The China Zone |
Jiangsu
is a province of the People's Republic of China, located along
the east coast of the country. The name comes from jiang, short
for the city of Jiangning (now Nanjing), and su, for the city
of Suzhou. The abbreviation for this province is (su), the second
character of its name.
Jiangsu borders Shandong
in the north, Anhui to the west, and Zhejiang and Shanghai
to the south. Jiangsu has a coastline of over one thousand kilometers
along the Yellow Sea, and the Yangtze River passes through its
southern parts. Since the inception of economic reforms in 1978,
Jiangsu has been a hot spot for economic development, and is
now one of China's most prosperous provinces. The wealth divide
between the rich southern regions and the north, however, remains
a prominent issue in the province. Under the reign of the Han Dynasty (206 BC to 220 AD), which brought China to its first golden age, Jiangsu was a relative backwater, far removed from the centers of civilization in the North China Plain. Jiangsu was at that time administered under two zhou (provinces): Xuzhou Province in the north, and Yangzhou Province in the south. Although south Jiangsu was eventually the base for the kingdom of Wu (one of the Three Kingdoms from 222 to 280), it did not become significant role until the invasion of northern nomads during the Western Jin Dynasty, starting from the fourth century. As northern nomadic groups established kingdoms across the north, ethnic Han Chinese aristocracy fled southwards and set up a refugee Eastern Jin Dynasty in 317, in Jiankang (modern day Nanjing). From then until 581 (a period known as the Southern and Northern Dynasties), Nanjing in south Jiangsu was the base of four more ethnic Han Chinese dynasties facing off with northern barbarian (but increasingly sinicized) dynasties. In the meantime, north Jiangsu was a buffer of sorts between north and south; it initially started as a part of southern dynasties, but as northern dynasties gained more ground, it became part of northern dynasties. In 581 unity was
reestablished again, and under the Tang Dynasty (618 to 907)
China once more went through a golden age, though Jiangsu at
this point was still rather unremarkable among the different
parts of China. It was during the Song Dynasty (960-1279), which
saw the development of a wealthy mercantile class and emergent
market economy in China, that south Jiangsu emerged as a center
of trade. From then onwards, south Jiangsu, especially major
cities like Suzhou or Yangzhou, would be synonymous with opulence
and luxury in China. Today south Jiangsu remains one of the
richest parts of China, and Shanghai, arguably the wealthiest
and most cosmopolitan of mainland China cities, is a direct
extension of south Jiangsu culture. The Qing
Dynasty changed this situation by establishing Nanzhili as Jiangnan
province; in 1666 Jiangsu and Anhui were split apart as separate
provinces, and Jiangsu was given borders approximately the same
as today. With the start of the Western incursion into China
in the 1840s, the rich and mercantile south Jiangsu was increasingly
exposed to Western influence; Shanghai, originally an unremarkable
little town of Jiangsu, quickly developed into a metropolis
of trade, banking, and cosmopolitanism, and was split out later
as an independent municipality. South Jiangsu also figures strongly
in the Taiping Rebellion (1851 – 1864), a massive and
deadly rebellion that attempted to set up a Christian theocracy
in China; it started far to the south in Guangdong province,
swept through much of South China, and by 1853 had established
Nanjing as its capital, renamed as Tianjing ("Heavenly
Capital"). After the war, Nanjing was once again the capital of the Republic of China, though now the Chinese Civil War had broken out between the Kuomintang government and Communist forces, based further north, mostly in Manchuria. The decisive Huaihai Campaign was fought in northern Jiangsu; it resulted in Kuomintang defeat, and the communists were soon able to cross the Yangtze River and take Nanjing. The Kuomintang fled southwards, and eventually ended up in Taipei, from which the Republic of China government continues to administer Taiwan and its neighbouring islands, though it also continues to claim (technically, at least) Nanjing as its rightful capital. After communist takeover, Beijing was made capital of China and Nanjing was demoted to be the provincial capital of Jiangsu. The economic reforms of Deng Xiaoping initially focused on the south coast of China, in Guangdong province, which soon left Jiangsu behind; starting from the 1990s they were applied more evenly to the rest of China. Suzhou and Wuxi, two southern cities of Jiangsu in close proximity to neighbouring Shanghai Municipality, have since become particularly prosperous, being among the top 10 cities in China in gross domestic product and outstripping the provincial capital of Nanjing. The income disparity between north Jiangsu and south Jiangsu however remains large.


▶ **EXERCISE BRIEF**
Your job with the data below is to output exactly the lines from the one holding "What do you" down to the one holding "Find the location of a", both included, and no others.

▶ **THE DATA**
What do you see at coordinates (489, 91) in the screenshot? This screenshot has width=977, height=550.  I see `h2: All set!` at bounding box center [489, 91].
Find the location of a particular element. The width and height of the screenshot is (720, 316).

==

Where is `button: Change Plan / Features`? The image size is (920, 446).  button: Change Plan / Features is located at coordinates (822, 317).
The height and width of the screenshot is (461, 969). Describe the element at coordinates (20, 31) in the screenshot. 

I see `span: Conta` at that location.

==

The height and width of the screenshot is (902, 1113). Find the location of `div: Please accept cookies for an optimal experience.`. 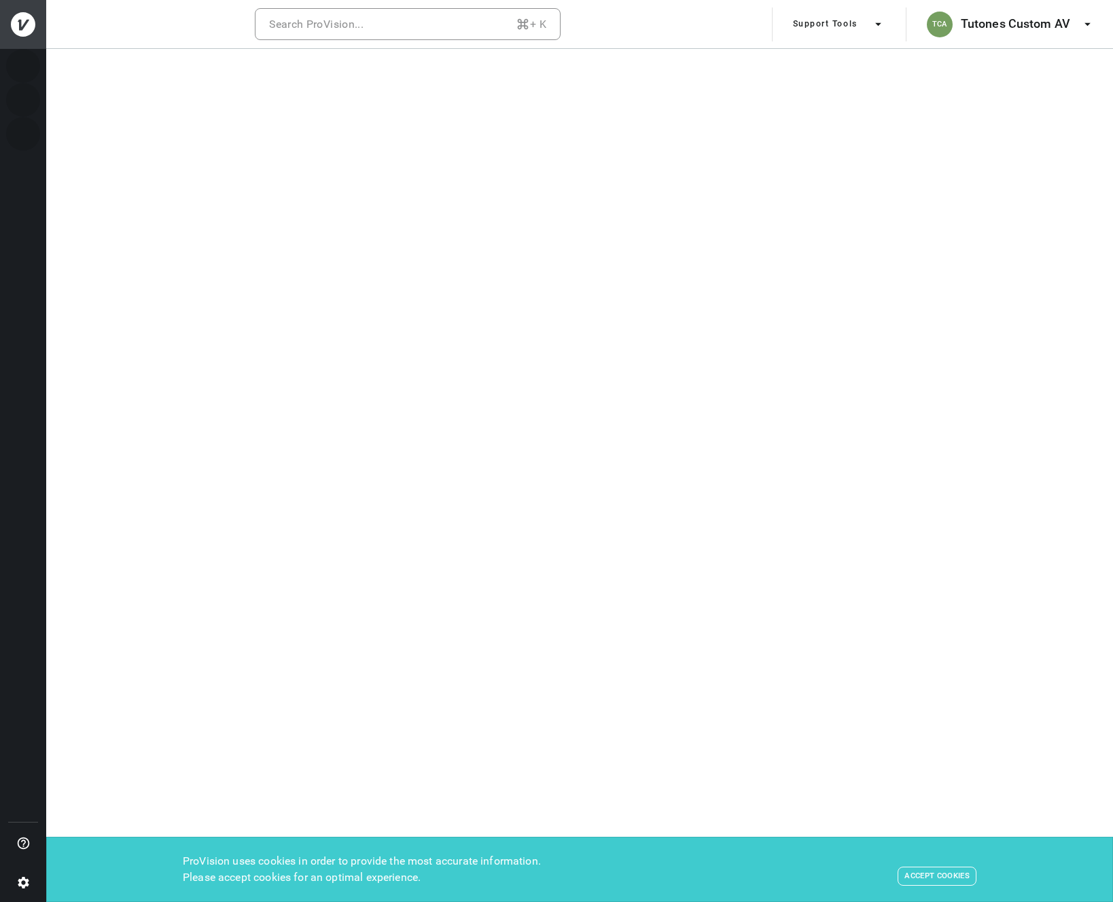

▶ **WORKED SOLUTION**
What do you see at coordinates (489, 91) in the screenshot? This screenshot has width=977, height=550.  I see `h2: All set!` at bounding box center [489, 91].
Find the location of a particular element. The width and height of the screenshot is (720, 316).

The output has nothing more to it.